Thanks to newer versions of OpenMP allowing the reduction of arrays, parallelizing this two-body loop was extremely simple; it was literally six lines of OpenMP pragmas and no changes to the actual Fortran code.  After adding those changes this morning, I recompiled and ran a pretty realistic benchmark for this newly parallelized code:  4000 water molecules in the canonical ensemble.  Here's what I got:


This was very surprising considering my past efforts to multithread our code (mind you, said efforts involved far more than six lines) never showed any useful speedup.  The six lines of OpenMP pragmas I added this morning doubled my performance when parallelized over four threads and yielded numerically identical results.

Since our code is very hard on memory (that two-body loop involves a lot of random reads from very large arrays), I had assumed that multithreading would just thrash cache or memory and squash any hopes of getting big performance boosts without rethinking how our data is structured.  While the memory bottleneck does start to diminish returns when too many threads are used, the 2x speedup is wonderful, especially considering
  1. our serial code is extremely efficient already
  2. absolutely no restructuring of memory layout or algorithms was necessary
Knowing that this approach bears fruit, I started messing with thread affinities to see if I could coax better performance by changing how I bound threads to the eight Xeon X5672 cores I have in a node:


It would appear that there isn't a huge difference between filling up individual sockets (compact) and distributing threads across sockets (scattered).  Given the memory-sensitive nature of our code, I expected a bigger difference.  But I'm not complaining.

My next objective was to figure out where the speedups in terms of thread count; that is, what the strong-scaling behavior of this code and my archetypal system is.  Fortunately, I happen to have access to a machine with dual Opteron 6176 processors, each with twelve cores.  Here's what I got:


Bearing in mind that the OS was filling individual sockets up rather than distributing threads evenly, these Opterons showed better speedup than the Xeons (despite the actual wall clock being significantly slower).  As I expected, throwing too many threads at my memory-intensive code eventually had an adverse effect on scaling.  However, it takes a surprisingly large amount of cores to get there.

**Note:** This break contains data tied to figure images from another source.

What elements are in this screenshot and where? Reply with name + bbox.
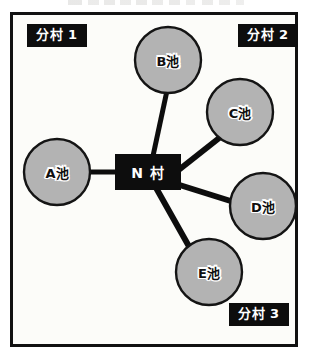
node-a-label: A池 xyxy=(45,163,68,182)
tag-subvillage-2: 分村 2 xyxy=(238,24,298,47)
node-e-label: E池 xyxy=(198,263,220,282)
node-n-label: N 村 xyxy=(131,162,165,182)
node-c-label: C池 xyxy=(229,103,252,122)
diagram-page: A池 B池 C池 D池 E池 N 村 分村 1 分村 2 分村 3 xyxy=(0,0,311,355)
node-b-label: B池 xyxy=(157,51,180,70)
tag-subvillage-1: 分村 1 xyxy=(27,24,87,47)
node-d-label: D池 xyxy=(251,197,275,216)
edge-n-to-e xyxy=(155,186,191,250)
tag-subvillage-3: 分村 3 xyxy=(229,303,289,326)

All of this paints a picture of the strong-scaling behavior of my multithreaded MD code, but what about weak scaling?  I haven't done a rigorous set of tests, but I did run a smaller system to see how well the code performs on smaller problem sizes:


Contrary to expectations, the smaller system scaled better than the larger one.  Since the smaller system had fewer items in its parallelized loop, I would have expected the overhead of multithreading to eat away at its performance.  The fact that the opposite happens suggests that there is something suboptimal about how the thread scheduling is being done in my big system.  The smaller system's threads all have smaller chunks because its parallel loop is smaller; perhaps chopping the larger system into smaller chunks will reduce the number of potential page faults when traversing the neighbor list by limiting a thread to a spatially local region in the simulated system.  This seems unlikely though, since the order in which atoms are looped is not correlated with the atoms' position.

Despite this little mystery (to which I have not given much thought to be perfectly honest), I'm seeing over 2x speedup over four threads in our trusty old code.  The modification is trivial and can easily be applied to all the variations of our code that our group uses, and there are no algorithmic changes that need to be validated.  This, in turn, means that we're far more likely to trust the results of the code and permanently adopt this modification.  It also means my two-week simulations are cut in half, and my dissertation is less likely to be held up by simulations that are taking too long to run.

So, all in all, today was a good day.  I got our code to run twice as fast as it did yesterday.